I repeat, this is religion-its vitality, its essence, and its power, set forth in this simple proposition. And, my friends, what an advantage there is in having religion set before us in a simple proposition! For I am inclined to think that one reason why people are not more practically religious is, that they do not absolutely comprehend what religion is. It is covered up to them in the vagueness of technicalities. It is like a science; they do not enter into it because they can not get over the bristling terminology that stands around

it. They feel that in order to do so they must climb up between these thorny propositions and dogmas; and therefore seeing it thus fenced up and covered over, they do not get into its heart and life. Could they feel how real it is, how it strikes upon the thought and want of the heart, how it comes to them in its plain, substantial garb in the Bible, I think there would be more practical religion.

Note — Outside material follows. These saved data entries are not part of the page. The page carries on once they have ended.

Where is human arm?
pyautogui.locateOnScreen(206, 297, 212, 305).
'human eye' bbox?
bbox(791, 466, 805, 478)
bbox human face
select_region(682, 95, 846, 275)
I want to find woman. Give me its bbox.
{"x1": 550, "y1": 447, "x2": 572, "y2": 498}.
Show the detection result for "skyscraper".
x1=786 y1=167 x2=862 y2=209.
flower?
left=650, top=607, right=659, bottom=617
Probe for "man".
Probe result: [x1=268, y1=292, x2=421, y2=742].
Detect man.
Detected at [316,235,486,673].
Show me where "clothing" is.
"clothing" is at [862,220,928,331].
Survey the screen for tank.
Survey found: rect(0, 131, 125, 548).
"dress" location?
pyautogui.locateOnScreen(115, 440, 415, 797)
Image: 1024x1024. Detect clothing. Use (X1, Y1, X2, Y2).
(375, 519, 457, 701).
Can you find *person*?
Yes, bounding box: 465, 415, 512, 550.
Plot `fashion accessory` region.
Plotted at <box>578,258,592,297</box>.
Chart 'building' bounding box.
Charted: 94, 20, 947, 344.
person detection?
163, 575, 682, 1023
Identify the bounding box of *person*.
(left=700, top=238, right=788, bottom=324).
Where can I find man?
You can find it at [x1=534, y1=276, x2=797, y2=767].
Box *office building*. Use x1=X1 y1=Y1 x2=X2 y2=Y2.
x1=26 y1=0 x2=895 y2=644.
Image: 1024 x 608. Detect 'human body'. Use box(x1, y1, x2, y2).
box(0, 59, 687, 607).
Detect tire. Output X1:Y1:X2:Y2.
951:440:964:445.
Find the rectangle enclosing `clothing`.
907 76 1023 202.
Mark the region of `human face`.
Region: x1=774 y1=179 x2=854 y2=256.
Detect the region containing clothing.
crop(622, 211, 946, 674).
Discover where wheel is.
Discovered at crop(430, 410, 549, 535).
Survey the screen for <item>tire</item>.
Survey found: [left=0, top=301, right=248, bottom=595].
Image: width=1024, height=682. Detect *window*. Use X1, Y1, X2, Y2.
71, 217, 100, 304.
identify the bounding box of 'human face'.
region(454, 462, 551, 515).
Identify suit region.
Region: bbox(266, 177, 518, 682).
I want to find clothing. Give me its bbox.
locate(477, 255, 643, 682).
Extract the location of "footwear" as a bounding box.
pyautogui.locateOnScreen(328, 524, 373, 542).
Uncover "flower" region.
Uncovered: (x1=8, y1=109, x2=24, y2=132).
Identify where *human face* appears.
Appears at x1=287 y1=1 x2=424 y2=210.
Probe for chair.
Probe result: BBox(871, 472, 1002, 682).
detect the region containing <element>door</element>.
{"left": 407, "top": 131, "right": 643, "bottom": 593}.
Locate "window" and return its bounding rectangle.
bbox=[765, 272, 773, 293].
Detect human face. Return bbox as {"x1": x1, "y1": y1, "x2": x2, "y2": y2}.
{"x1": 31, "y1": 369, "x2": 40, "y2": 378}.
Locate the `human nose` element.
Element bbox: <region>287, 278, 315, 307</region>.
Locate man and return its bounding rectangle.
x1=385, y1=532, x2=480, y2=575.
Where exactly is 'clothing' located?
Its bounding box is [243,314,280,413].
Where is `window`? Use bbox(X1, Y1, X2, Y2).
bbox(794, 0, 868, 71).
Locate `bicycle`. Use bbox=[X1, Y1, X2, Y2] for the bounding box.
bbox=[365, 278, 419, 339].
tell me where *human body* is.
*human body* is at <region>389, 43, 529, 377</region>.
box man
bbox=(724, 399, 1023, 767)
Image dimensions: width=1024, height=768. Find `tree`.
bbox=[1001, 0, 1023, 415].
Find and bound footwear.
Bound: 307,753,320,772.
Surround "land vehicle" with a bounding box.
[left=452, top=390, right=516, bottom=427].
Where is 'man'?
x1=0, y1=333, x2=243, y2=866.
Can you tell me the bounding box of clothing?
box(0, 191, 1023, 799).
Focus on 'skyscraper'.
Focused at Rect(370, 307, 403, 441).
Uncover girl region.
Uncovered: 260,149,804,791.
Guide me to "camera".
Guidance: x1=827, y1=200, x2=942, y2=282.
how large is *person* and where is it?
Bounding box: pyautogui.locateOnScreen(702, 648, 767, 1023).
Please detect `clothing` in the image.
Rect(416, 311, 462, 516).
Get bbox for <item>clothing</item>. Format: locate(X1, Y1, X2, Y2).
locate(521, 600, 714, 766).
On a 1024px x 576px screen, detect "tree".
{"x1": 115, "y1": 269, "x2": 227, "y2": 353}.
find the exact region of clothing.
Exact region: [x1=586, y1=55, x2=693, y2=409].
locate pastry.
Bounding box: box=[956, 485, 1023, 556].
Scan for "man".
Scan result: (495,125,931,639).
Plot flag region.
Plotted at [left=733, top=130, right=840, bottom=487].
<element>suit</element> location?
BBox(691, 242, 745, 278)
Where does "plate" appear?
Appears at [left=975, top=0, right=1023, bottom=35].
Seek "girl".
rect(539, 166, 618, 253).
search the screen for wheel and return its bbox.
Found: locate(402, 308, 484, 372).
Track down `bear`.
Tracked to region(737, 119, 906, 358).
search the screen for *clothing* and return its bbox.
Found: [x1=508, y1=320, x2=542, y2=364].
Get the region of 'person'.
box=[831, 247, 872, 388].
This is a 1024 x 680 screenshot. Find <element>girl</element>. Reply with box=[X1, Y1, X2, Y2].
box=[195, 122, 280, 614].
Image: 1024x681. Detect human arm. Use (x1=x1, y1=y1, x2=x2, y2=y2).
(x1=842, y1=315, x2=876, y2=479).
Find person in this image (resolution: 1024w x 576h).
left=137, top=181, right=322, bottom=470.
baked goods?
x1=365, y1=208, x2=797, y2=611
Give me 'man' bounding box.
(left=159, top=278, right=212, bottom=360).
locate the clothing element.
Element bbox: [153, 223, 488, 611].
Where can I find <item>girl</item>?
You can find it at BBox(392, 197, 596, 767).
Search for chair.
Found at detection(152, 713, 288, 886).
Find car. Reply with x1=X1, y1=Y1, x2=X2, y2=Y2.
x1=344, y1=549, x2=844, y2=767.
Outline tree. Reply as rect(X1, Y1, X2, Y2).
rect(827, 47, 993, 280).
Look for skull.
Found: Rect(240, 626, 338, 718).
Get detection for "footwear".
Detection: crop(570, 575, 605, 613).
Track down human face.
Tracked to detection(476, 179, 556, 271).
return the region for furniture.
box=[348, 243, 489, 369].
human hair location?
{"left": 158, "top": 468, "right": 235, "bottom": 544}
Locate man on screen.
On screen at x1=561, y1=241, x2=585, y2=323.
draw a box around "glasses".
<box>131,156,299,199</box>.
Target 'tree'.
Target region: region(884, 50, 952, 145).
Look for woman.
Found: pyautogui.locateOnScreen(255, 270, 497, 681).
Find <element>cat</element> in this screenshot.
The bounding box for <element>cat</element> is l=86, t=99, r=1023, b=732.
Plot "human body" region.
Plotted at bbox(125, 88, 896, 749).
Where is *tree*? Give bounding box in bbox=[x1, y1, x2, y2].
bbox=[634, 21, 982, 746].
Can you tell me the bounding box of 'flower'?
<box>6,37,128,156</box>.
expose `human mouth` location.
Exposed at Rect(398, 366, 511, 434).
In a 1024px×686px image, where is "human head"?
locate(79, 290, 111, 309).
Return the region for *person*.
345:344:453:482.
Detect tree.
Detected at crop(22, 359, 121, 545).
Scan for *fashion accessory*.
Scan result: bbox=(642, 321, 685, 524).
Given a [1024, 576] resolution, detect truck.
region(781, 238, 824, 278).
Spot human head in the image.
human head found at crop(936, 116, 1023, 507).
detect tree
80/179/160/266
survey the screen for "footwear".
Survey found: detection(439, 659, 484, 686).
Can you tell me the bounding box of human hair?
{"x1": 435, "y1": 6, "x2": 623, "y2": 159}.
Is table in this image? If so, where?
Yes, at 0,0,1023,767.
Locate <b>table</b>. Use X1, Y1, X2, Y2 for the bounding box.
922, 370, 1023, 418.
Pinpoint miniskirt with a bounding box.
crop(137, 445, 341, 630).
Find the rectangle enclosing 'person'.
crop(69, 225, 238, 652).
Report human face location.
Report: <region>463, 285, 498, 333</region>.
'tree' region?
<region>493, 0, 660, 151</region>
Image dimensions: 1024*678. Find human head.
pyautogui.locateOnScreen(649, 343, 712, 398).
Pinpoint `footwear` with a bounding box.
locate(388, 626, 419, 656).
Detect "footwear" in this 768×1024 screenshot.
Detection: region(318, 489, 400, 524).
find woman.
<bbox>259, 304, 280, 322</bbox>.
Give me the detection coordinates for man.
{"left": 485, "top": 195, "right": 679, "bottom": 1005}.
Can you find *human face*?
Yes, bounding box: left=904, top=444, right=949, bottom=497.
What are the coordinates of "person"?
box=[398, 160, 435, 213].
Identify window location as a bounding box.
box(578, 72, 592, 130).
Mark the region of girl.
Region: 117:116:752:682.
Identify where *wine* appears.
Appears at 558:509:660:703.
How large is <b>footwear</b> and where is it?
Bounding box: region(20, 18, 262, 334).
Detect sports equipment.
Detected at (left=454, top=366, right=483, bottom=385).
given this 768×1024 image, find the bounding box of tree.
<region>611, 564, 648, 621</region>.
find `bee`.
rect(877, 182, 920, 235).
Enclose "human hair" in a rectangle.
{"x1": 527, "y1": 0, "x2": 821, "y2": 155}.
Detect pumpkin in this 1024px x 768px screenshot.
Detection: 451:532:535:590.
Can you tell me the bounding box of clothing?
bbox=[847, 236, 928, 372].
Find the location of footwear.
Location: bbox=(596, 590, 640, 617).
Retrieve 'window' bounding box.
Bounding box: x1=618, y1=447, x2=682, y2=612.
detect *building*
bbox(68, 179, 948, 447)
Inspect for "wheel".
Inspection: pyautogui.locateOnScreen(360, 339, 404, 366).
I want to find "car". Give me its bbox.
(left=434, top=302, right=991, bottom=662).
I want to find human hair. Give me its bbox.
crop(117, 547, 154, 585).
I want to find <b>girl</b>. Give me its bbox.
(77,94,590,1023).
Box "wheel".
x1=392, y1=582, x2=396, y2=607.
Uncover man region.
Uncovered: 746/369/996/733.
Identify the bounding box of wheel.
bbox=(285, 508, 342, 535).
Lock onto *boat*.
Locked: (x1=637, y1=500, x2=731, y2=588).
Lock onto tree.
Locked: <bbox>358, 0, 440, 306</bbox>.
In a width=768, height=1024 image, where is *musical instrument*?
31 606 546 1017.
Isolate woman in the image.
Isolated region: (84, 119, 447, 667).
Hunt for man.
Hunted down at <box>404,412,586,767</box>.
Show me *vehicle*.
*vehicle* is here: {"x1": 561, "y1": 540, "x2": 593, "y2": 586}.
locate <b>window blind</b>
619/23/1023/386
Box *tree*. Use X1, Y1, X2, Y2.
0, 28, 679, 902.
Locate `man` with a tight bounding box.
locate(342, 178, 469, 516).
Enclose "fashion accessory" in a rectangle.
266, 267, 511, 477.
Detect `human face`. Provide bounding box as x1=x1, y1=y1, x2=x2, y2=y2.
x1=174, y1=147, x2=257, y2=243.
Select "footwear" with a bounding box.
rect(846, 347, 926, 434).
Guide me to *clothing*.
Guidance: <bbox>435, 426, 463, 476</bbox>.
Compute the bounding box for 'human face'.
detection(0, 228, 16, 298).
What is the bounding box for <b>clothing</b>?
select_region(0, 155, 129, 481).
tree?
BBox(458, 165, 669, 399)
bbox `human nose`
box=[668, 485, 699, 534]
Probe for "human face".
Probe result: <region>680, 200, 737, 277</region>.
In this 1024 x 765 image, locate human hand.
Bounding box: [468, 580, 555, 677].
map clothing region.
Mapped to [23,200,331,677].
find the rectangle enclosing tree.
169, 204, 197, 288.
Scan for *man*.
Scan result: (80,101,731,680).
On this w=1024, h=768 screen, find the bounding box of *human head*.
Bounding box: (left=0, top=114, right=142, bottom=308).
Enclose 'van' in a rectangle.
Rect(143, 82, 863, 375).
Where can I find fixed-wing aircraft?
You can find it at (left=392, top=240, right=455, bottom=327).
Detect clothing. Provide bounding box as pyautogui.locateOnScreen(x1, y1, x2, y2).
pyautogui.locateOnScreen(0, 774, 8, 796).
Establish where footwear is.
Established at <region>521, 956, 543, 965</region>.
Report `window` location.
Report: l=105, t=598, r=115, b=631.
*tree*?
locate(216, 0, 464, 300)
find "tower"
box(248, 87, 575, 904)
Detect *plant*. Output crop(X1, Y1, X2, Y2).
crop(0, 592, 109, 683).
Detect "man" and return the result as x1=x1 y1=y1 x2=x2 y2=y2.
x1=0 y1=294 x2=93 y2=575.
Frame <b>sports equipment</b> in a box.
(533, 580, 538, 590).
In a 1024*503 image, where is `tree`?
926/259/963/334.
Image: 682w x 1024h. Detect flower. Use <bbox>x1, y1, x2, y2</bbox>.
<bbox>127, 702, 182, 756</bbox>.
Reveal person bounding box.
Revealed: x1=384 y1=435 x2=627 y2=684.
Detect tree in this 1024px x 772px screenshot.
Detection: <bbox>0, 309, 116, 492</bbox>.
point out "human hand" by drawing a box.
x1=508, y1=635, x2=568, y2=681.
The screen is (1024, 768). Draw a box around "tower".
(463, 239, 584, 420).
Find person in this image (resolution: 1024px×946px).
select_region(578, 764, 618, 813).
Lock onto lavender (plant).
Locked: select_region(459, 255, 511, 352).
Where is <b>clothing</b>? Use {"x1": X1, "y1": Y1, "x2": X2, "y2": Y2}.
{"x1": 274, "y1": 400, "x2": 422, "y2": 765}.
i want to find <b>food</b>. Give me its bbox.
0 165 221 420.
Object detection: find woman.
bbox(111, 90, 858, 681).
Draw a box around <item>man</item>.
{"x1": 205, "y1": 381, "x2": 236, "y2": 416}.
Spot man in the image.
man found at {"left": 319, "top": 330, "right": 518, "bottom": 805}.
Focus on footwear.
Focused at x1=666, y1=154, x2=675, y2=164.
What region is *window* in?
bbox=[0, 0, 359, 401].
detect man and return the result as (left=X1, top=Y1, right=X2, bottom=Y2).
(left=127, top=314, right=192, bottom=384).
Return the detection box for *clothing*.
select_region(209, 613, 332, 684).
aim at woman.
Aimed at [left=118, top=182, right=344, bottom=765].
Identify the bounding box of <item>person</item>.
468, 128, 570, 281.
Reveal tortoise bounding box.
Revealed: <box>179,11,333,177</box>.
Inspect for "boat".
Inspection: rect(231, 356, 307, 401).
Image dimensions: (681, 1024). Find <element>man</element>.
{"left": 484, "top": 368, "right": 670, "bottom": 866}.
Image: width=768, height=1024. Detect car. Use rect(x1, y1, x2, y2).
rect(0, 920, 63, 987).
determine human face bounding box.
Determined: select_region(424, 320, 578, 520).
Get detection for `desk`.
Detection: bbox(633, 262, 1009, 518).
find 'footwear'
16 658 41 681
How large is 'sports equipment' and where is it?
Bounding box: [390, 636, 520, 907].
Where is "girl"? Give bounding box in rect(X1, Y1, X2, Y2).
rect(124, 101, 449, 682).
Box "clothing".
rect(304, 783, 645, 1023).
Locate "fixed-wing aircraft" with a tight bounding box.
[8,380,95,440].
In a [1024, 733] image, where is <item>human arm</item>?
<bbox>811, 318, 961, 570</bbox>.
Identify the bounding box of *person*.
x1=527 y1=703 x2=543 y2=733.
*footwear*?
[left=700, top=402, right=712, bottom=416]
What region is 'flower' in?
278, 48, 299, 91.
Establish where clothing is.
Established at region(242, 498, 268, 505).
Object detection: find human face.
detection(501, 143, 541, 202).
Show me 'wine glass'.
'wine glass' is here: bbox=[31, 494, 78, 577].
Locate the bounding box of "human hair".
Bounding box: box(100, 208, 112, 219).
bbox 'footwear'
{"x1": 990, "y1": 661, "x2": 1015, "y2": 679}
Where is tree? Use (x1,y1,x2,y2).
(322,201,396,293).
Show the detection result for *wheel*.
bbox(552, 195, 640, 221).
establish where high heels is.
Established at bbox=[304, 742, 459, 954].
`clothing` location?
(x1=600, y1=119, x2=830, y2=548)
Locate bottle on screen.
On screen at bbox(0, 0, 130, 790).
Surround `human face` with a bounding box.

I say, what an advantage there is in having such a condensed statement of religion! It is a pocket edition of God's truth that we can wear nearest to our hearts, and look at with a glance. When men are perplexed and confused, as they often are about duty; when they do not know which way they should go; when they begin to be curious, prying into their own souls, working down with probes of introspection into the depths of their own hearts, starting spiritual problems that scare them, it is a good thing to stop a moment and put the question to themselves, "What doth the Lord require of thee, but to do justly, to love mercy, and to walk humbly with thy God?" It clears up things; it is like getting a glimpse of a star in heaven, and taking our latitude and longitude, when we have been drifting about on the dark waves of doubt. And so when men get mixed up with speculations, when they think it behooves them to have every possible dogma of the intellect set straight; when they are anxious to see exactly how things are, to have all the great truths of God and the universe linked by a chain of logical

sequence in their minds; when they begin to ask themselves questions about the origin of matter, freewill, Divine necessity, and the sin of Adam, and get tangled up in these things, as if the life of religion depended upon deciding such questions-how good it is again to stop a moment and inquire, What is my practical duty here on earth? What are my relations to God and my fellow-men? It may be very well, as an exercise of the intellect, to enter into these speculations and inquiries, but it is a more practical and useful question, "What doth the Lord require of me to-day?" You can do this if you can not settle the question of free-will, Divine sovereignty, and all those perplexing dogmas. Here is a plain, substantial truth; and is it not good sometimes to have such an arrow of God as the simple question of the text sent right into the heart and conscience?

But, at the same time, we must remember that the words of the text set forth no light affair for our performance. As in other departments, so here the grandest results are but a combination of a few simple elements. If you will observe what is actually contained in these words, you will find what the essence of all right doing, right feeling, and right living is. The text expresses nothing less than all morality, all philanthropy, all religion. I think, therefore, I am right in saying that it expresses the essence of all vital religion, and the highest spiritual life.